Senate Democrats are eyeing a new tax on stock buybacks
WASHINGTON — Senate Democrats are coalescing around imposing a new tax on corporations that buy back their stocks to boost share prices and tightening rules around business partnerships that have allowed rich companies to shield profits from taxation.
The plans, likely to be included in the Senate’s far-reaching budget bill to offset some of its $3.5 trillion in social policy spending, show how far Democrats are willing to go in using tax policy to reshape business behavior. Democrats say the tax changes would bring in about $270 billion over 10 years, while pushing companies to invest more in their workers and their businesses.
Cash-rich companies such as Apple, Jpmorgan Chase, Exxon Mobil and Pfizer spend billions of dollars each year to buy back, then retire, shares in their own companies, a practice that can help drive up the company’s stock price. That has been lucrative not only for shareholders but for corporate executives whose compensation is often tightly tied to their company’s stock performance.
Proponents of former President Donald Trump’s corporate tax cut legislation promised that companies would use the windfall to boost worker wages and grow their businesses and the economy. Instead, it touched off an explosion of stock buybacks that critics say has made top executives and industry insiders even more wealthy. In 2019, the largest U.S. companies spent a record $728 billion on stock buybacks, a
55 percent increase from 2018, according to Senate Finance Committee data.
Democratic Sens.
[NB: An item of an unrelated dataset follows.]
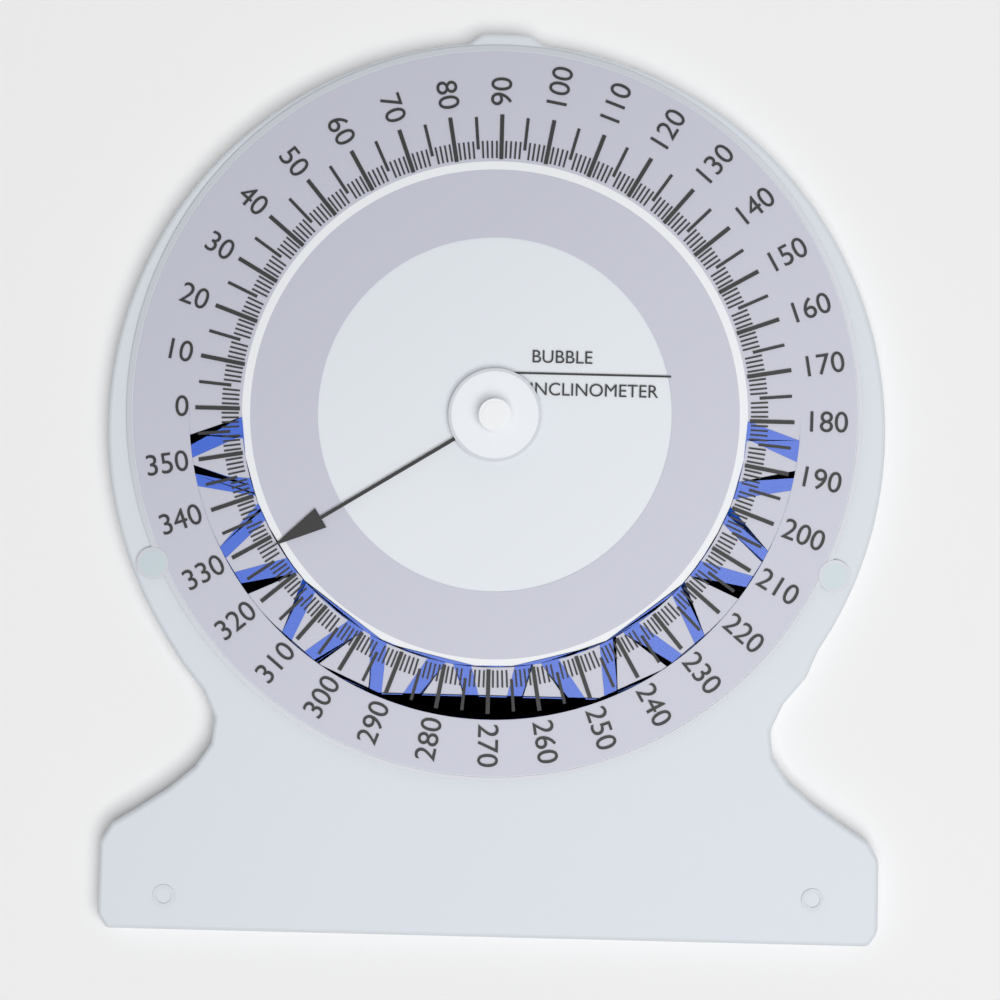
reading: 328 (no unit)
Sherrod Brown of Ohio and Ron Wyden or Oregon, the Finance Committee chair, are proposing to tax the amount companies spend on such buybacks at 2 percent — enough, they say, to bring in revenue while making companies price in the financial risk and distortions that large-scale buybacks can pose to the economy.
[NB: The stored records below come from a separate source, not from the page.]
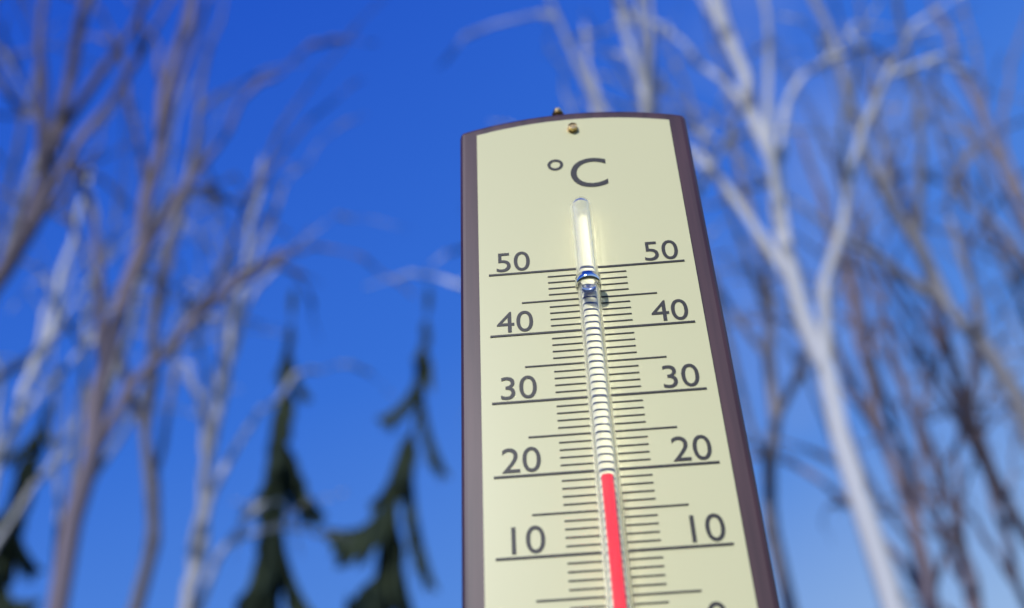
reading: 18 °C
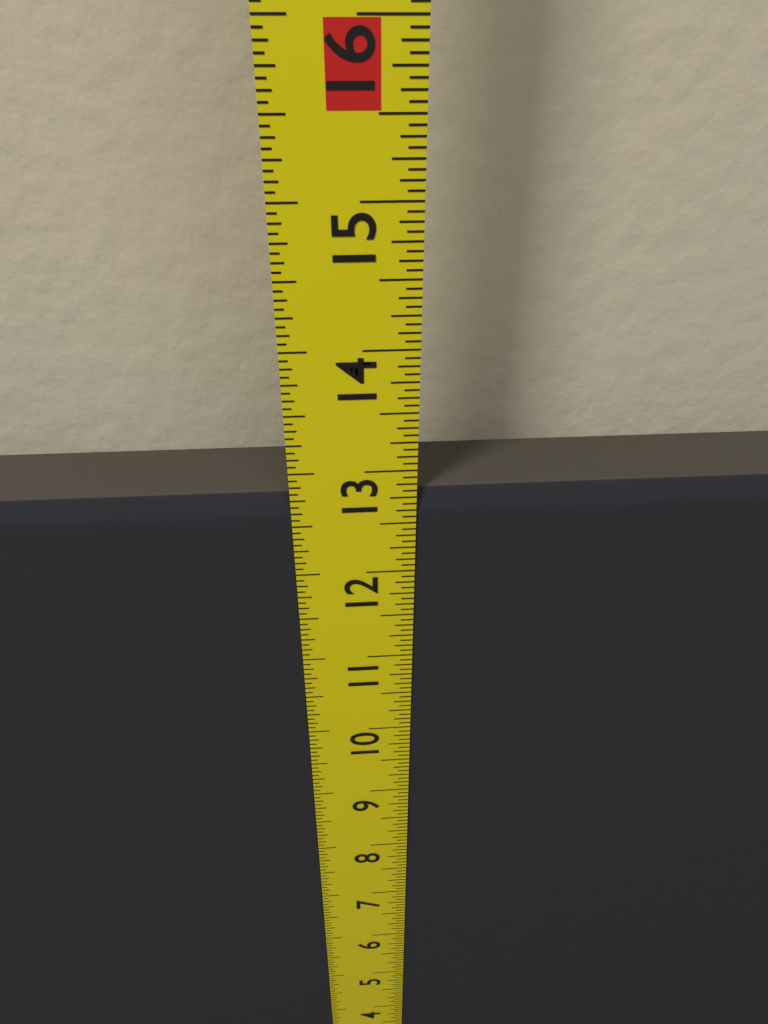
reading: 12.8125 in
“Instead of spending billions buying back stocks and handing out CEO bonuses, it’s past time Wall Street paid its fair share and reinvested more of that capital into the workers and communities who make those profits possible,” Brown said in a statement Friday.
The Finance Committee is also
leaning toward changing the rules that large business partnerships have used to avoid taxation and evade IRS audits.
Defenders of buybacks say there is little evidence to suggest that companies would invest more if they spent less buying their own shares. Instead, they might just sit on huge amounts of cash.